The zinc market is writing a narrative that confounds the consensus. Coming into 2026, nearly every major forecaster — from ILZSG to the analyst community — projected a growing surplus of refined zinc, with Q2 LME price estimates clustering around $3,041.50/t. Yet through the first three weeks of May, LME three-month zinc has traded in a stubbornly resilient $3,300–$3,400/t band, refusing to capitulate to the bearish fundamental thesis. (FACT: Reuters, StoneX, May 2026)

The divergence between forecast and reality traces to two structural factors that the surplus models underestimated. First, the concentrate market remains extraordinarily tight. Benchmark treatment charges settled at just $85/t for 2026 — barely above the all-time low — signaling that smelters continue to compete aggressively for a limited pool of available concentrate. Second, LME warehouse inventories outside China are at levels that leave the market acutely vulnerable to any demand pick-up or supply hiccup. SHFE stocks in China are healthier, but the metal is effectively ring-fenced behind export economics and quality specifications. (FACT: Fastmarkets, SMM, May 2026)

On the demand side, conditions are mixed rather than dire. Chinese construction and steel demand remain moderate, but the infrastructure and galvanizing segments are providing a steady consumption floor. Auto demand for galvanized steel is stable across major markets. The net result is a market that cannot generate the surplus that models predicted — not because demand is booming, but because the supply chain from mine to refined metal has developed persistent bottlenecks that the surplus thesis failed to price correctly. ILZSG projects mine supply growing just 2.4% to roughly 12.8 Mt in 2026, insufficient to flood a market where concentrate is the binding constraint. (FACT: ILZSG, TradingEconomics, May 2026)

What this means for buyers

The persistent gap between forecast surplus and actual price strength suggests the market is structurally tighter than widely believed. For zinc buyers, the key implication is that relying on consensus bearishness as a hedge against higher prices is a risky strategy. The $3,300 level has proven a reliable support floor through May, and any positive demand catalyst — Chinese infrastructure stimulus, a galvanizing seasonal uptick, or further mine disruptions — could reprice zinc toward $3,500. Consider increasing forward coverage at current levels to lock in pricing ahead of a potential upside breakout.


### Exercise aim
Below are some records. Write out the line that contains "Frame <element>wheel</element> in a box." and all lines after it, exactly, but not the pictures.

Free-text object descriptions
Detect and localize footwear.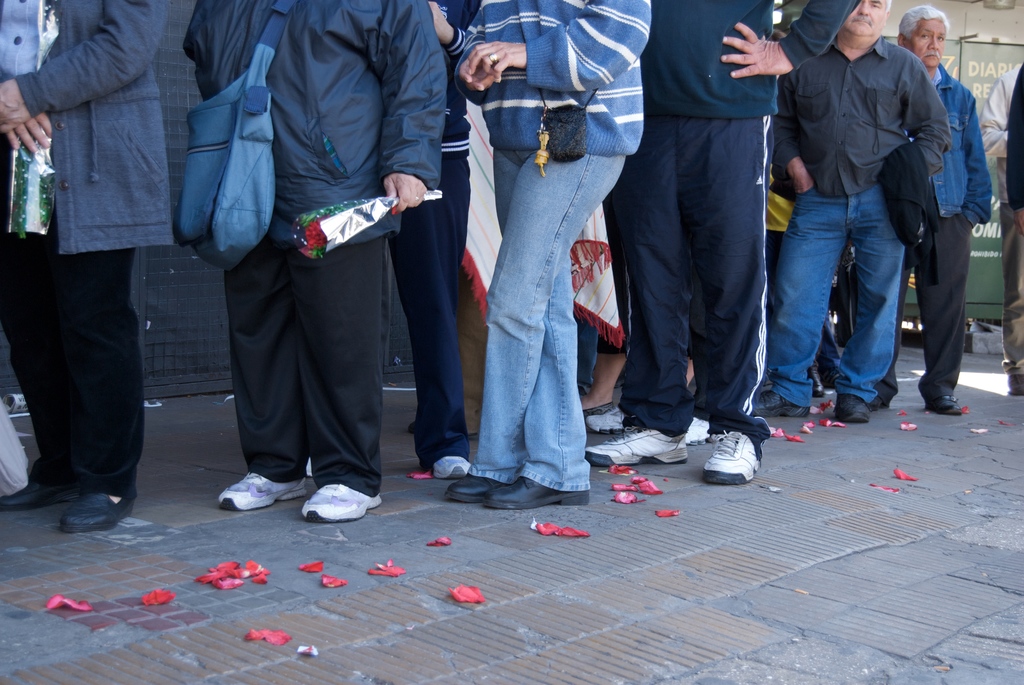
Localized at select_region(806, 366, 819, 399).
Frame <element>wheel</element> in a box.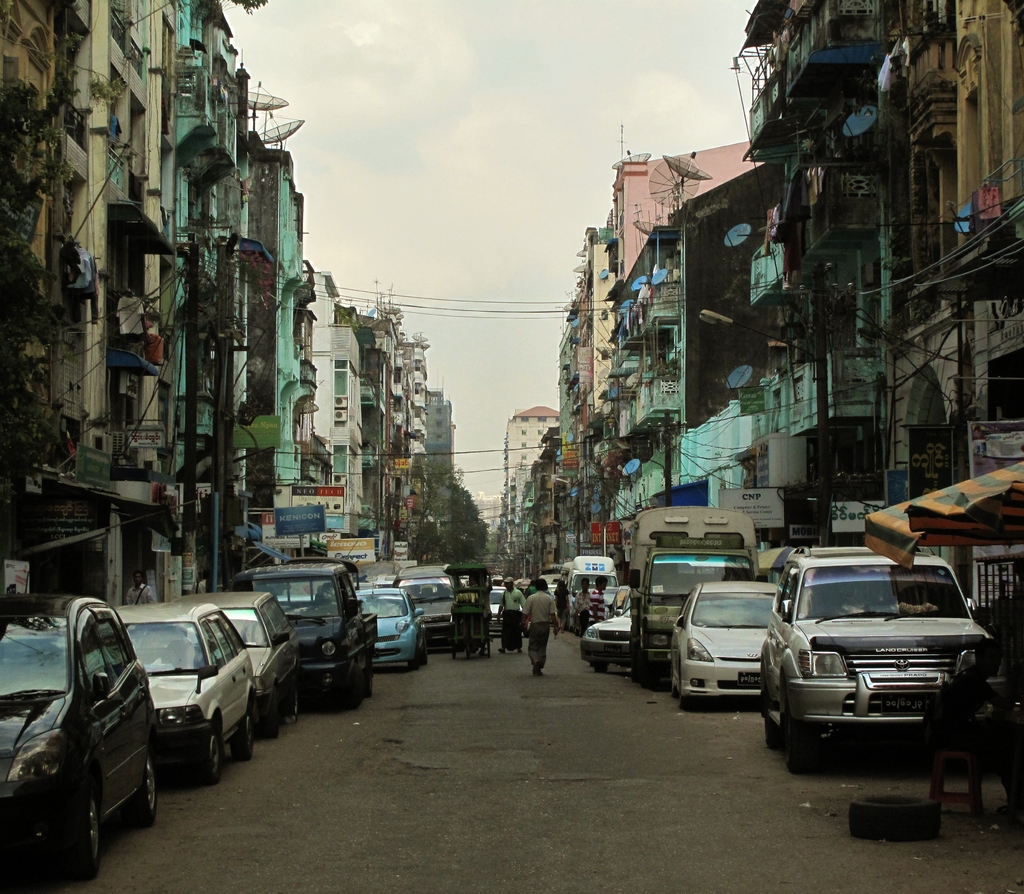
bbox=(486, 623, 489, 655).
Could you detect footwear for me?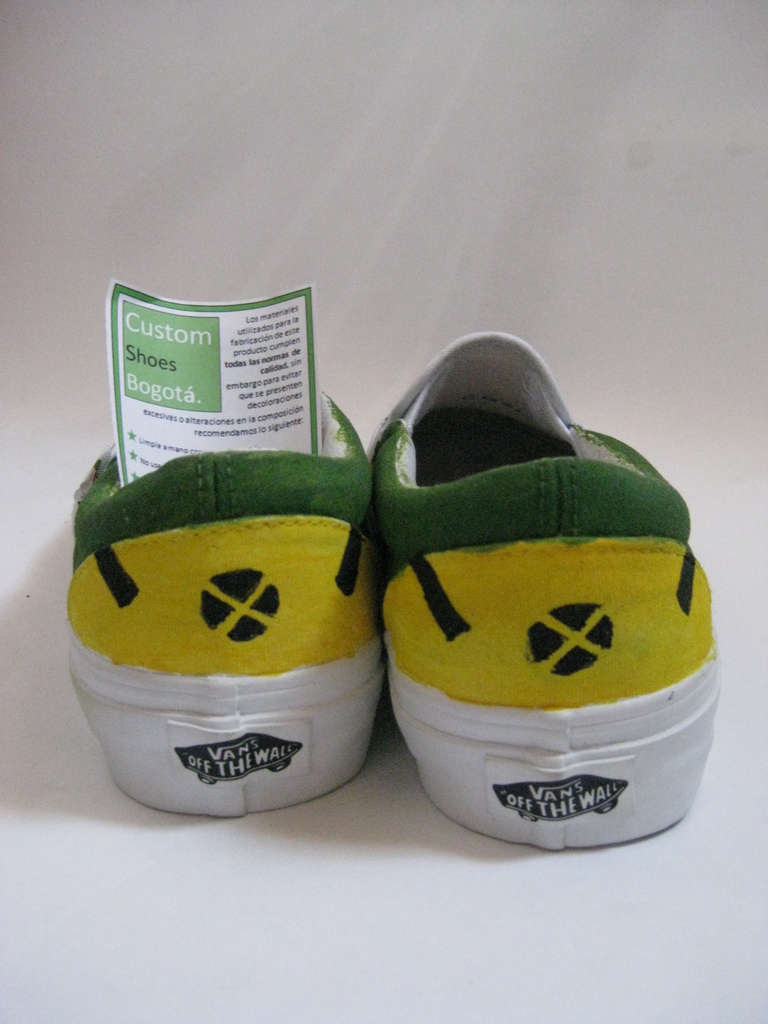
Detection result: locate(351, 344, 721, 852).
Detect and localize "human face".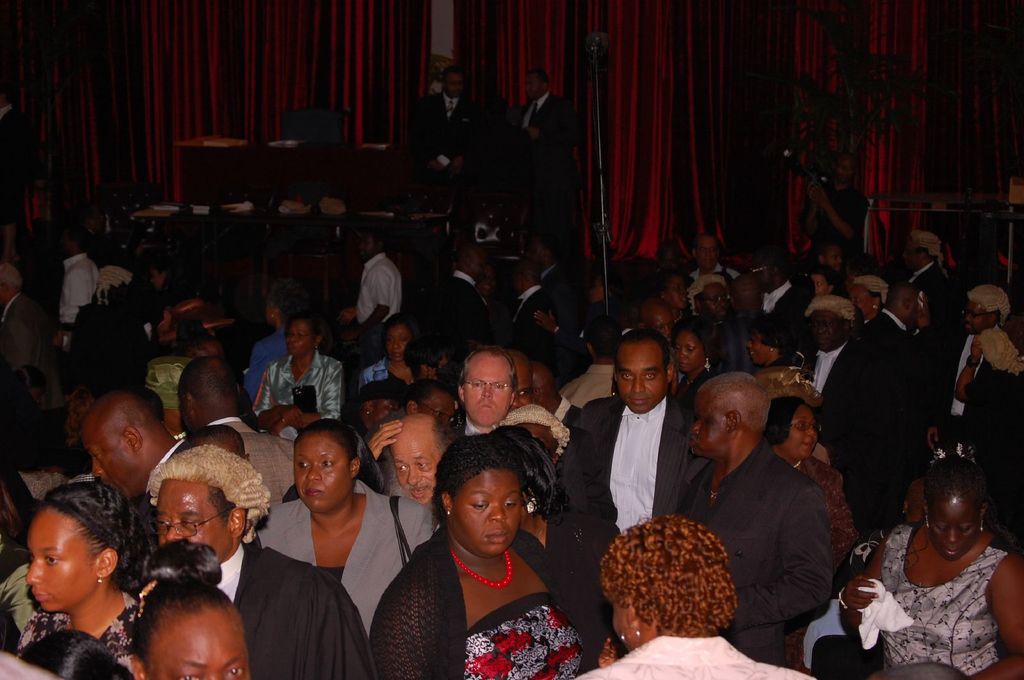
Localized at <region>388, 434, 433, 510</region>.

### Response to this exercise
Frame <element>wheel</element> in a box.
bbox=(486, 623, 489, 655).
Could you detect footwear for me?
Detection result: locate(351, 344, 721, 852).
Detect and localize "human face".
Localized at <region>388, 434, 433, 510</region>.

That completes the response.